One LCRW theme issue, two Readercon panels and a lot of hallway/bar/dealer’s room conversation (not to mention years of bumping around blindly alone in the dark), have only whetted my appetite for a much broader, sustained conversation about the promise and pitfalls of writing fiction in and about the anthropocene epoch. Don’t get me wrong—the panels were great (see previous post for titles/descriptions) and I even got to moderate one of them. But I confess I am not particularly good at steering discussion, especially not in person, in front of a crowd, with four smarter, more eloquent people all of whom have equally valid and quite distinct perspectives. And there just wasn’t enough time to cover it all. My fellow panelists laid out fascinating ideas, and I got a decent line in here and there, but we barely got into stuff I thought we could have spent a whole panel on, or two, or seven. And I had all these lovely panel notes I didn’t even get to!

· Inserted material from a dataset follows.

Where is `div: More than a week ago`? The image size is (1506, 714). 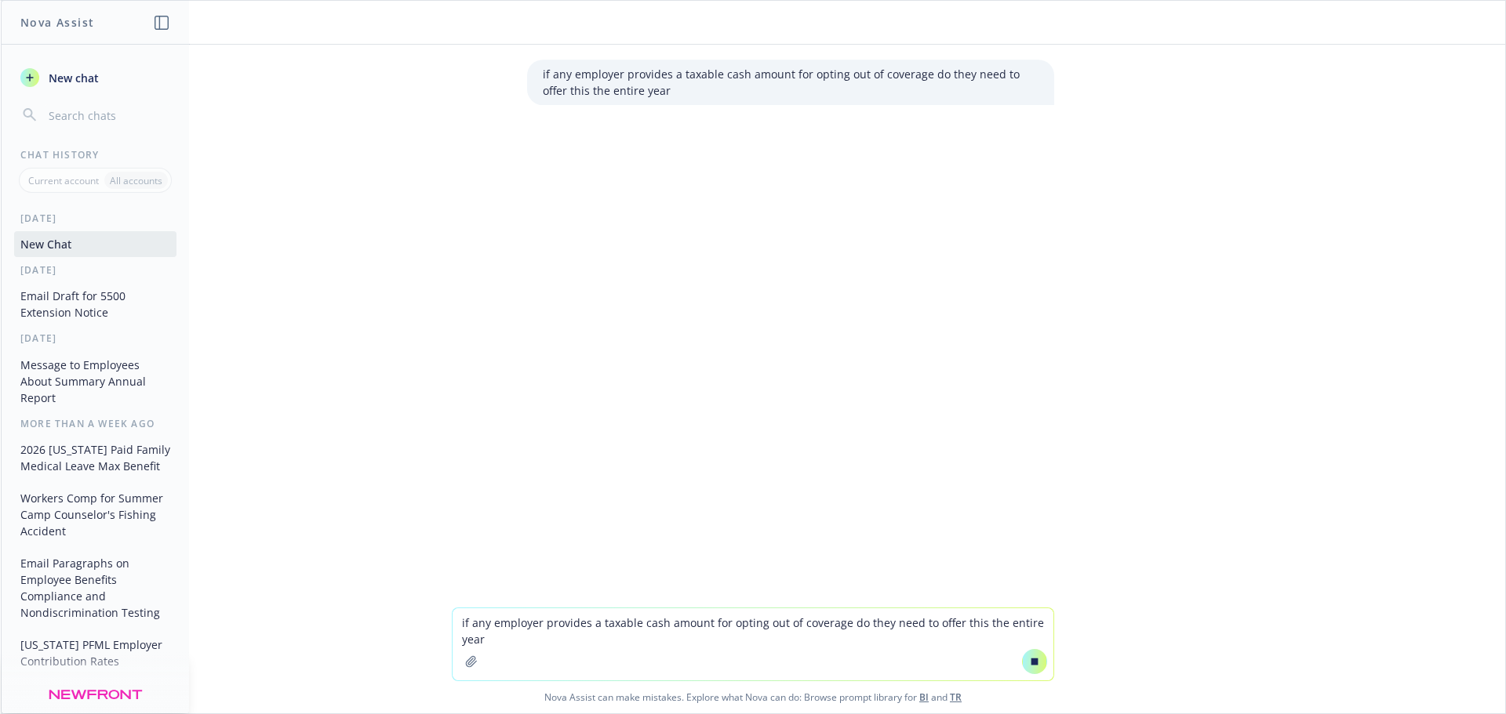
div: More than a week ago is located at coordinates (95, 423).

One of my hall conversations afterward was with Emily Wagner, program chair, who I asked for more like that next year. “Propose panels,” she said, and I will. But I’m also going to do what I can to get people talking in the meantime.
To that end, I’ve convinced a few of the LCRW 33 contributors to field some questions about how they apply these ideas in their own work. I’ll be posting those interviews here over the next couple weeks, and doing a few interviews myself elsewhere (here’s one with the UK-based Nottingham Writers’ Society).
First, though, I thought I’d recap the Readercon discussion for those who missed it (insofar as I remember it), share some of those notes I haven’t yet managed to get the good out of, and lay out the directions in which I think this conversation needs to go.